Sometimes I get a crazy notion to put something together and decide to do it on a whim. That is the story of font-awards. It is my first fully AI project (sort of, as in sort of fully AI).
A former coworker and good friend was talking about how they created a quick prototype of a project using nothing but Windsurf and AI, and how they were able to build out the project’s scaffolding very quickly, with very little manual input.
The next day I had an idea that it would be cool to honor all the fonts that were created in 2025 and have people vote on them in a bracket. After reaching out to Dan Cederholm of Simple Bits for a sanity check, the idea carried some merit. The project began with a pretty simple ask of Claude Code: could you make an online app with Next.js that lets people vote on fonts and pick the best one through a bracketed system? Not going to lie, the first version of it took less than an hour.
The first version used standard web fonts, didn’t have a font preview, and was far from good, but the time-to-quality ratio was rather impressive. Still, like all coding projects, the last 20% of the work has taken 80% of the time. The site is live, and we are actually past the initial round and onto the bracketed rounds.
So far, AI has issues with deploying code, making reusable components on its own (I have to prompt it write reusable components), and general style issues.
The scope of this project was relatively simple, so doing it with AI was a great way to see it really shine. The security was not a super big concern with this app, as I’m not storing any personally identifiable information, only tracking voted cookies. It has inspired me to use it on some other bigger projects, though not for the full thing. I’m excited to see how this tool can help me bring more of my ideas to reality in the software space.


- [WHAT YOU HAVE TO DO]: Skip the pictures and retype exactly the lines from the one holding "Identify the location of a: Start New Case." through the end of the entries.
THE INPUT START
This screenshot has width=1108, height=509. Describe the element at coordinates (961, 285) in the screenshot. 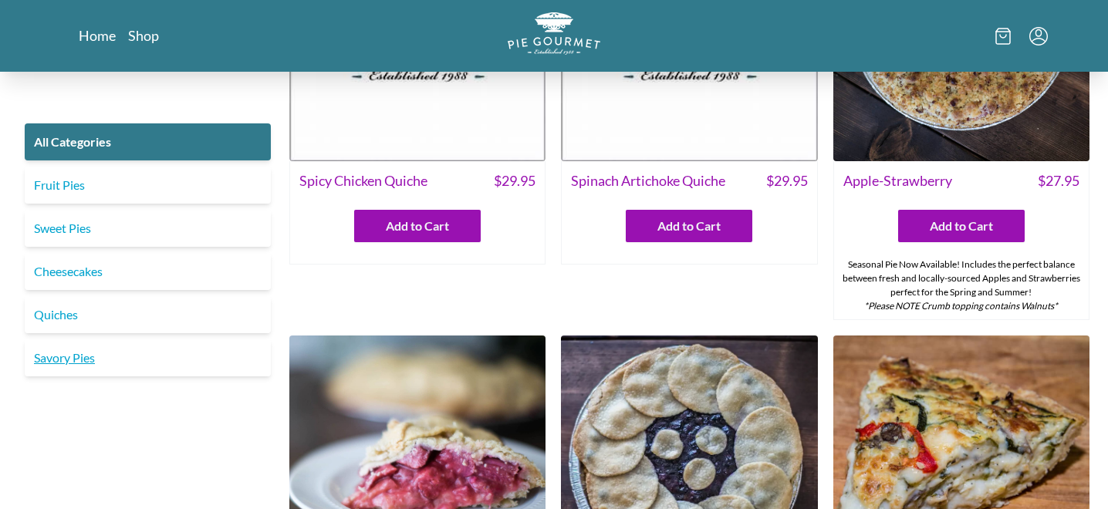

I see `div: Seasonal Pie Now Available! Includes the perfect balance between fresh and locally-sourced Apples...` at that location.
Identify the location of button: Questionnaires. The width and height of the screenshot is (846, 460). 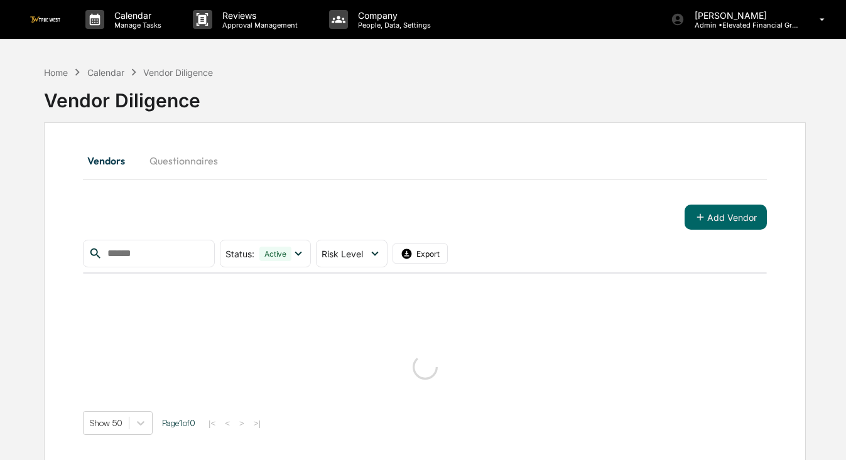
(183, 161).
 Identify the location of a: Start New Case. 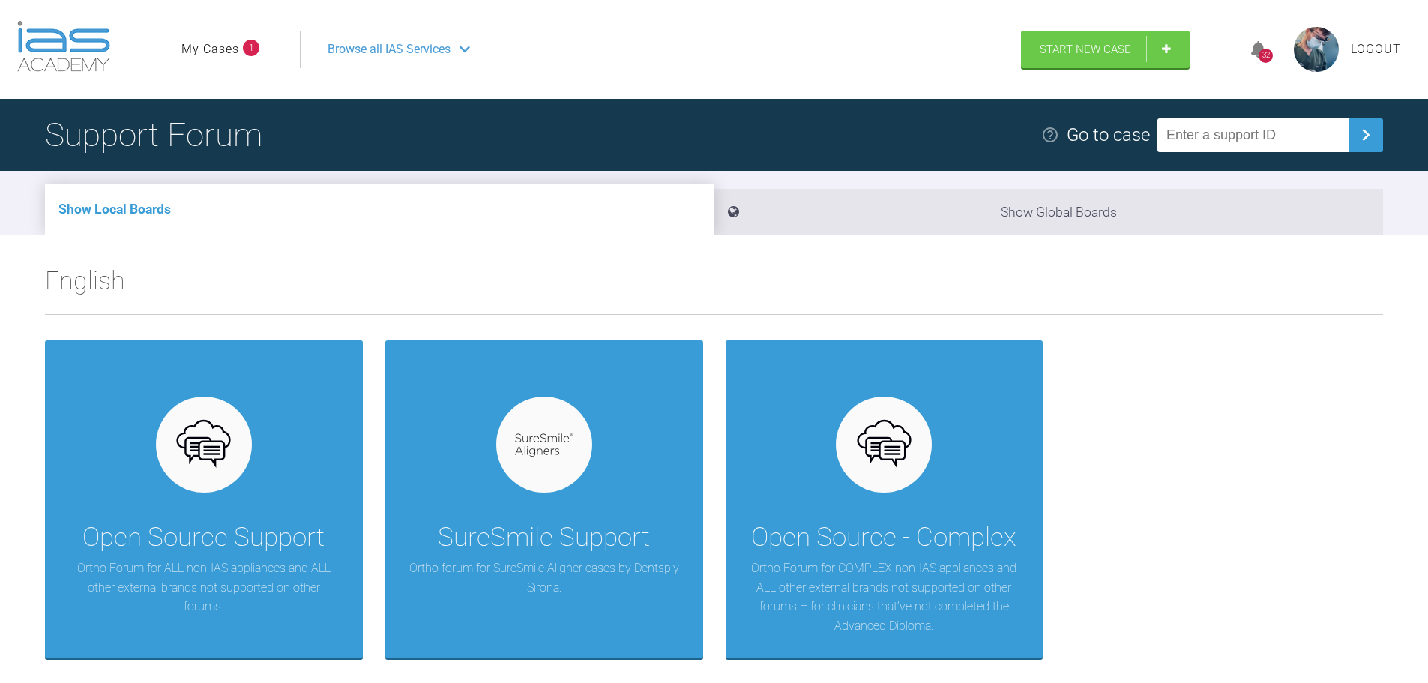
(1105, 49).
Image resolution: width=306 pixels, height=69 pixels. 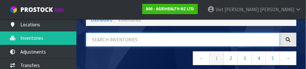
THE INPUT END
- [SOLUTION TO THE EXERCISE]:
 Identify the location of a: Start New Case. 
(1105, 49).
Image resolution: width=306 pixels, height=69 pixels. 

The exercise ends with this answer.